Complexity outewighs
Smith, ‘11
[Gar, environmental journalist, editor of Earth Island Institute's weekly "eco-zine" The-Edge, Summer, “Don’t Mini-mize the Dangers of Nuclear Power,” http://www.earthisland.org/journal/index.php/eij/article/dont_mini-mize_the_dangers_of_nuclear_power/]
And that’s just a partial list. The problem with nuclear power is simple: It’s too complex. When things go wrong – as they inevitably do, because humans are fallible – the consequences can be deadly. The Fukushima disaster has severely hobbled the atomic industry’s hopes for a big-ticket nuclear renaissance. So the American Nuclear Society has proposed a mini-renaissance based on “Small Modular Reactors,” or SMRs. Cheaper, quicker to build, and small enough to fit in a garage, SMRs could power homes, factories, and military bases.

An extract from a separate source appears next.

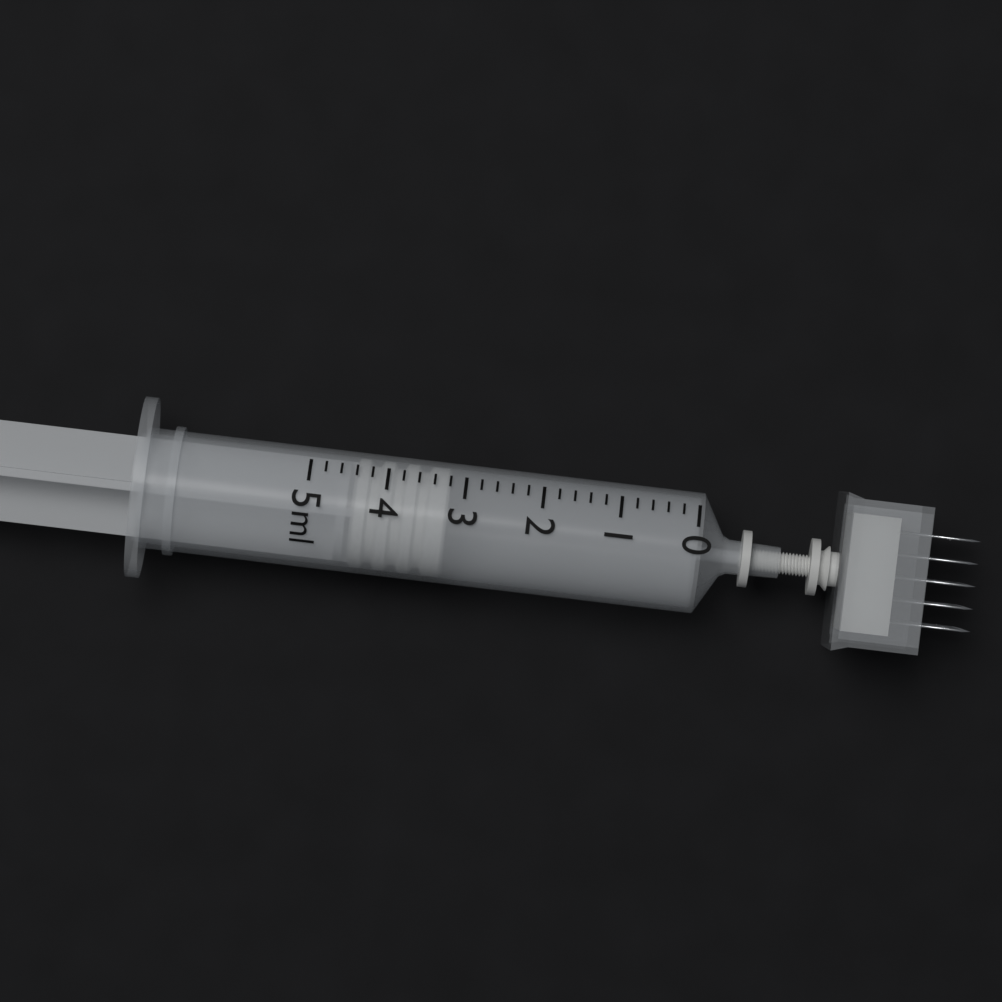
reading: 3.2 ml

South Carolina’s Savannah River National Laboratory hopes to start building SMRs at a New Mexico plant and is taking a lead role in a GE-Hitachi demonstration project. Even as Japanese engineers were working to contain the radiation risks at Fukushima, an international SMR conference in South Carolina in April attracted representatives from Westinghouse, AREVA, GE, the International Atomic Energy Agency, China National Nuclear Corp., Iraq Energy Institute, the US Army, and many US utilities. But SMRs still depend on designs that generate intense heat, employ dangerous materials (highly reactive sodium coolant), and generate nuclear waste. SMRs also retain all the risks associated with supplying, maintaining, safeguarding, and dismantling large nuclear reactors – only now those risks would be multiplied and decentralized. The planet can’t afford nuclear energy – be it mega or mini. As Dave Brower observed 30 years ago: “Is the minor convenience of allowing the present generation the luxury of doubling its energy consumption every 10 years worth the major hazard of exposing the next 20,000 generations to this lethal waste?